Yep. If it supported modern standards I'd still be using mine, and then hotspotting for a device with more screen when I needed that. Carrying two devices is nonoptimal, but so is holding a brick up to my ear, and fixing that with a headset would ALSO require carrying two devices.

Comment sanctions (Score 1) 209

ensuring they can't be traced or confiscated due to sanctions

This got me interested. What exactly is he saying there? Does it mean what I think it means - that they immediately shift that money around, possibly through some mixers, to muddle the origin? And, of course, make it better suited to pay their proxies now that Qatar isn't sending suitcases of cash to them anymore?

Comment Re:Pyrrhic Victory (Score 1) 209

It's designed to keep people off balance, uncertain, distracted and misinformed

Thank you for writing that. I was starting to think I'm going crazy and I can't possibly be the only one who sees through that.

If you ignore the messaging, and pay attention to what's actually happening

And if you realize that Trump is just the clown at the helm. There's literally an entire bureaucracy underneath him doing most of the planning, deciding and executing.

Douglas Adams was right. The role of the president is not to excert power, but to distract from it. President of the Galaxy, president of the USA, no difference.

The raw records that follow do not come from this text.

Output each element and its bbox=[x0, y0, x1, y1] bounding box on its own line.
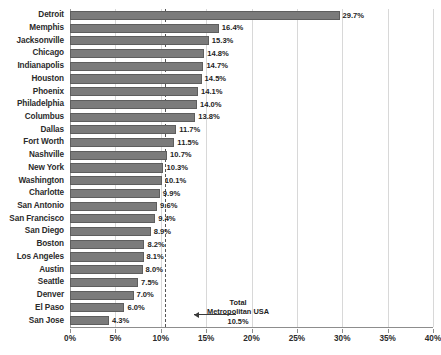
bar-row: 8.0% bbox=[70, 263, 433, 276]
x-tick-label: 15% bbox=[198, 334, 214, 343]
bar bbox=[70, 138, 174, 147]
bar bbox=[70, 252, 144, 261]
bar-value-label: 10.7% bbox=[170, 151, 192, 159]
category-label: El Paso bbox=[0, 302, 67, 315]
bar bbox=[70, 202, 157, 211]
category-label: Philadelphia bbox=[0, 98, 67, 111]
bar-value-label: 8.0% bbox=[146, 266, 163, 274]
bar-value-label: 7.0% bbox=[137, 291, 154, 299]
bar-row: 14.5% bbox=[70, 73, 433, 86]
bar bbox=[70, 303, 124, 312]
category-label: Los Angeles bbox=[0, 251, 67, 264]
x-tick-label: 5% bbox=[109, 334, 121, 343]
bar-row: 9.6% bbox=[70, 200, 433, 213]
category-label: Seattle bbox=[0, 276, 67, 289]
category-label: San Jose bbox=[0, 314, 67, 327]
bar-value-label: 14.0% bbox=[200, 101, 222, 109]
bar-value-label: 14.8% bbox=[207, 50, 229, 58]
annotation-line-3: 10.5% bbox=[178, 317, 298, 326]
bar bbox=[70, 36, 209, 45]
bar-value-label: 8.1% bbox=[147, 253, 164, 261]
bar bbox=[70, 240, 144, 249]
category-label: New York bbox=[0, 162, 67, 175]
category-label: San Francisco bbox=[0, 213, 67, 226]
bar-value-label: 7.5% bbox=[141, 279, 158, 287]
bar-value-label: 10.1% bbox=[165, 177, 187, 185]
x-tick-label: 10% bbox=[153, 334, 169, 343]
bar-row: 14.8% bbox=[70, 47, 433, 60]
bar-row: 10.3% bbox=[70, 162, 433, 175]
x-tick-label: 40% bbox=[425, 334, 441, 343]
x-tick-mark bbox=[161, 329, 162, 333]
category-label: Memphis bbox=[0, 22, 67, 35]
category-label: Columbus bbox=[0, 111, 67, 124]
bar-value-label: 10.3% bbox=[166, 164, 188, 172]
bar-row: 9.9% bbox=[70, 187, 433, 200]
bar bbox=[70, 163, 163, 172]
category-label: Chicago bbox=[0, 47, 67, 60]
category-label: Charlotte bbox=[0, 187, 67, 200]
category-label: Jacksonville bbox=[0, 34, 67, 47]
bar-row: 10.7% bbox=[70, 149, 433, 162]
bar-row: 14.7% bbox=[70, 60, 433, 73]
bar bbox=[70, 113, 195, 122]
x-tick-mark bbox=[342, 329, 343, 333]
x-tick-mark bbox=[252, 329, 253, 333]
bar bbox=[70, 316, 109, 325]
bar-row: 16.4% bbox=[70, 22, 433, 35]
x-axis-line bbox=[70, 327, 433, 328]
category-axis-labels: DetroitMemphisJacksonvilleChicagoIndiana… bbox=[0, 9, 67, 327]
bar-value-label: 29.7% bbox=[343, 12, 365, 20]
bar-value-label: 15.3% bbox=[212, 37, 234, 45]
bar-row: 29.7% bbox=[70, 9, 433, 22]
x-tick-mark bbox=[297, 329, 298, 333]
x-tick-mark bbox=[115, 329, 116, 333]
bar-row: 14.0% bbox=[70, 98, 433, 111]
bar bbox=[70, 125, 176, 134]
category-label: Phoenix bbox=[0, 85, 67, 98]
bar-value-label: 8.2% bbox=[147, 241, 164, 249]
bar-value-label: 13.8% bbox=[198, 113, 220, 121]
bar-series: 29.7%16.4%15.3%14.8%14.7%14.5%14.1%14.0%… bbox=[70, 9, 433, 327]
x-axis-ticks: 0%5%10%15%20%25%30%35%40% bbox=[70, 329, 433, 349]
bar bbox=[70, 265, 143, 274]
bar bbox=[70, 214, 155, 223]
bar-row: 10.1% bbox=[70, 174, 433, 187]
x-tick-mark bbox=[433, 329, 434, 333]
x-tick-label: 25% bbox=[289, 334, 305, 343]
bar bbox=[70, 87, 198, 96]
bar bbox=[70, 74, 202, 83]
bar-value-label: 9.6% bbox=[160, 202, 177, 210]
bar-value-label: 11.5% bbox=[177, 139, 198, 147]
category-label: Nashville bbox=[0, 149, 67, 162]
bar-value-label: 9.4% bbox=[158, 215, 175, 223]
bar bbox=[70, 100, 197, 109]
annotation-line-1: Total bbox=[178, 298, 298, 307]
category-label: Boston bbox=[0, 238, 67, 251]
bar bbox=[70, 176, 162, 185]
bar bbox=[70, 189, 160, 198]
bar bbox=[70, 24, 219, 33]
category-label: Denver bbox=[0, 289, 67, 302]
category-label: Washington bbox=[0, 174, 67, 187]
bar-value-label: 14.1% bbox=[201, 88, 223, 96]
bar-value-label: 9.9% bbox=[163, 190, 180, 198]
bar-value-label: 14.7% bbox=[206, 62, 228, 70]
category-label: Austin bbox=[0, 263, 67, 276]
category-label: Dallas bbox=[0, 123, 67, 136]
x-tick-label: 30% bbox=[334, 334, 350, 343]
category-label: Houston bbox=[0, 73, 67, 86]
x-tick-mark bbox=[70, 329, 71, 333]
bar-row: 8.2% bbox=[70, 238, 433, 251]
annotation-arrow bbox=[194, 314, 236, 315]
x-tick-label: 20% bbox=[243, 334, 259, 343]
bar bbox=[70, 151, 167, 160]
bar-row: 7.5% bbox=[70, 276, 433, 289]
plot-area: 29.7%16.4%15.3%14.8%14.7%14.5%14.1%14.0%… bbox=[70, 9, 433, 327]
gridline bbox=[433, 9, 434, 327]
bar bbox=[70, 62, 203, 71]
category-label: Fort Worth bbox=[0, 136, 67, 149]
bar-row: 11.5% bbox=[70, 136, 433, 149]
category-label: Detroit bbox=[0, 9, 67, 22]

Comment Re:on the one hand (Score 2) 80

This.

You don't need billions to be care-free. Even double-digit millions in some nice safe assets already give you enough fuck-you-money to be good. And while everyone looks at the super-super-rich and they're in various public lists and tracked by not just the tax authorities, barely anyone knows the multi-millionaires. I know three or so that I'm sure nobody on here has ever heard anything about. They stay quiet, comfortable, private.